Consumers need to know about the increased risk of suicide from antidepressants so they can make fully informed decisions for themselves and their children.
National Suicide Prevention Month is a good time to raise the awareness of those taking antidepressants or giving the drugs to their children that antidepressants increase the risk of suicidal thoughts in actions in children and adults, according to the findings of a growing number of research studies.
Recently, researchers led by Michael P. Hengartner, PhD, senior researcher in the Department of Applied Psychology, Zurich University of Applied Sciences, conducted a systematic review of studies reporting a risk of suicide or suicide attempt for adult patients using new-generation antidepressants and found the drugs increased the risk of suicide.
Though no increased risk was found in this study specifically for selective serotonin reuptake inhibitor (SSRI) antidepressants, the researchers advised that publication bias (non-publication of unfavorable results) and financial conflicts of interest (due to pharmaceutical industry funding of studies) likely skewed the suicide rates lower in the studies used in this systematic review than would have been found otherwise.
“Exposure to new-generation antidepressants is associated with higher suicide risk in adult routine-care patients with depression and other treatment indications. Publication bias and [financial conflicts of interest] likely contribute to systematic underestimation of risk in the published literature,” they wrote in the Journal of Epidemiology and Community Health.
A 2019 study by Hengartner and Martin Plöderl did find an increased risk of suicide from SSRI antidepressants. The researchers re-analyzed data submitted to the FDA after approval of the antidepressants and concluded the drugs more than doubled the risk of suicidal behavior in adults.
“In this re-analysis of the FDA safety summaries, we found evidence that the rate of (attempted) suicide was about 2.5 times higher in antidepressant arms relative to pacebo,” they wrote in Psychotherapy and Psychosomatics.
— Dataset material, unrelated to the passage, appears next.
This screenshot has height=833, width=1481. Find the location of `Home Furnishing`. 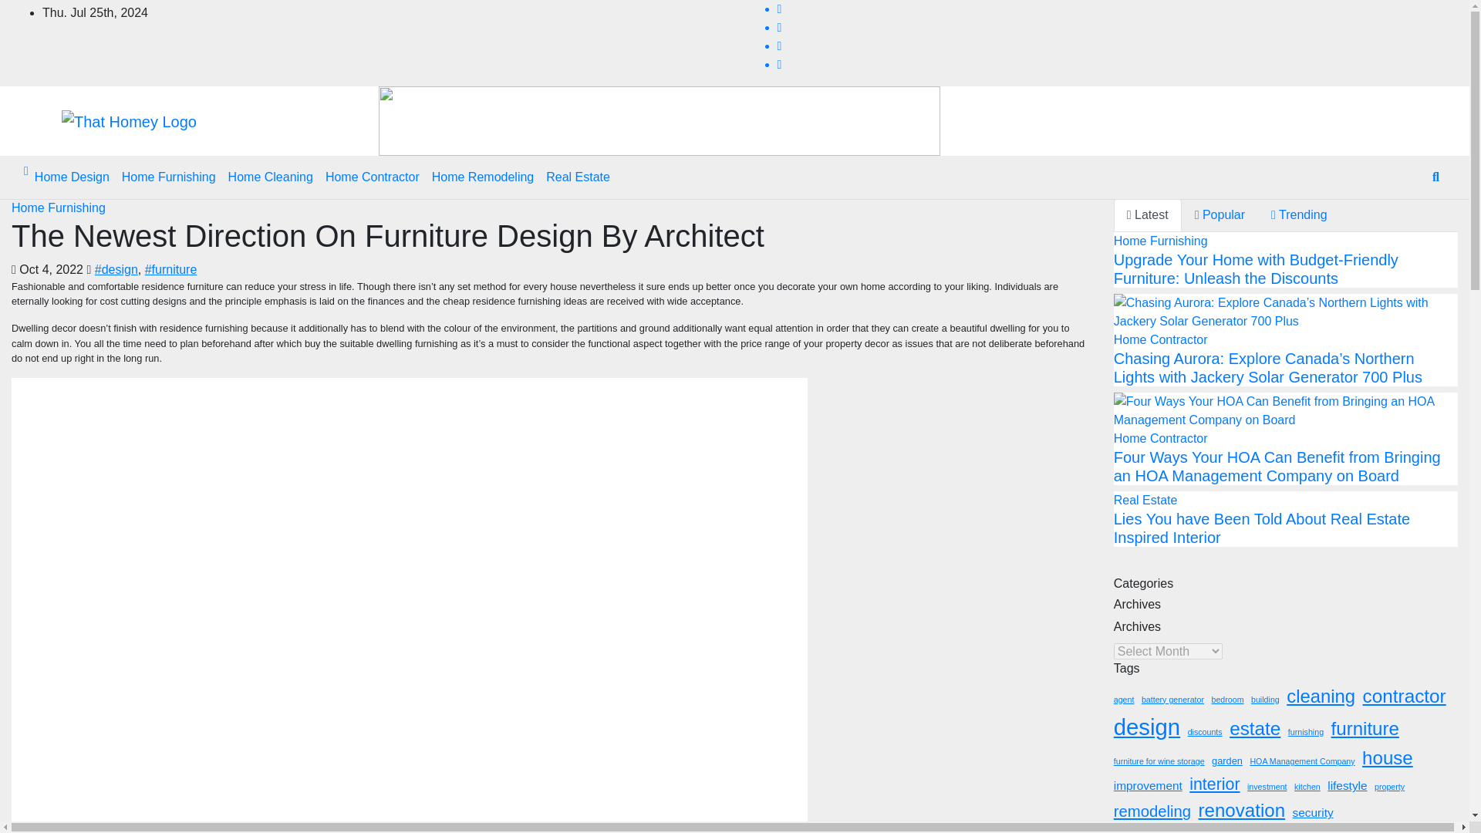

Home Furnishing is located at coordinates (168, 177).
Those results were similar to the 2016 findings by researchers from the Nordic Cochrane Centre in Copenhagen, led by Andreas Bielefeldt, who conducted a systematic review of clinical trials in which SSRI and SNRI (serotonin-norepinephrine reuptake inhibitor) antidepressants were given to healthy adult volunteers with no signs of depression. Their conclusion, published in the Journal of the Royal Society of Medicine, was that “antidepressants double the risk of suicidality and violence.”
A black box warning label on antidepressants was first required by the FDA in 2004 to warn of the increased risk of suicidal thoughts and behavior for children and adolescents. The action came after drug trials found that children and teens taking antidepressants were almost twice as likely to have suicidal thoughts or to attempt suicide than children receiving placebos. The warning was expanded in 2007 to include young adults through age 24.
In response to critics’ complaints that more suicides were caused by youngsters not treated with antidepressants because of the warning, researchers led by Glen Spielmans, PhD, professor of psychology at Metro State University in Minneapolis, recently re-analyzed data from clinical trials and concluded the warning of increased risk of suicidal thoughts and actions in children and young adults is clearly justified.
“Clinical trials…demonstrated increased risk of suicidality adverse events among youth taking antidepressants,” the researchers wrote in Frontiers in Psychiatry in 2020. They further added, “More recent data suggest that increasing antidepressant prescriptions are related to more youth suicide attempts and more completed suicides among American children and adolescents.”
Antidepressant use has risen significantly over the past 15 years – and so have suicides. In 2020, some 45 million Americans, or roughly one in seven, were taking antidepressants, up from 34 million in 2006. This 32% increase in users parallels the 35% increase in suicides in the U.S. over the same period.
The rapid rise in antidepressant prescriptions is even more dramatic in children and young adults. Over the past 15 years, the number of children on antidepressants grew from 3.3 million in 2006 to 5.6 million in 2020, an increase of more than 70%, right along with the alarming rise in youth suicides.
Consumers have a right to know about the increased risk of suicidal thoughts and behavior from taking antidepressants. Without this vital information, they cannot make fully informed decisions about mental health treatment for themselves or their children.
The Citizens Commission on Human Rights (CCHR) has long recommended that individuals experiencing depression should ask their physician for a complete physical examination with lab tests and allergy screening to discover any underlying physical conditions that could be causing their mental symptoms.
WARNING: Anyone wishing to discontinue or change the dose of an antidepressant or other behavioral drug is cautioned to do so only under the supervision of a physician because of potentially dangerous withdrawal symptoms.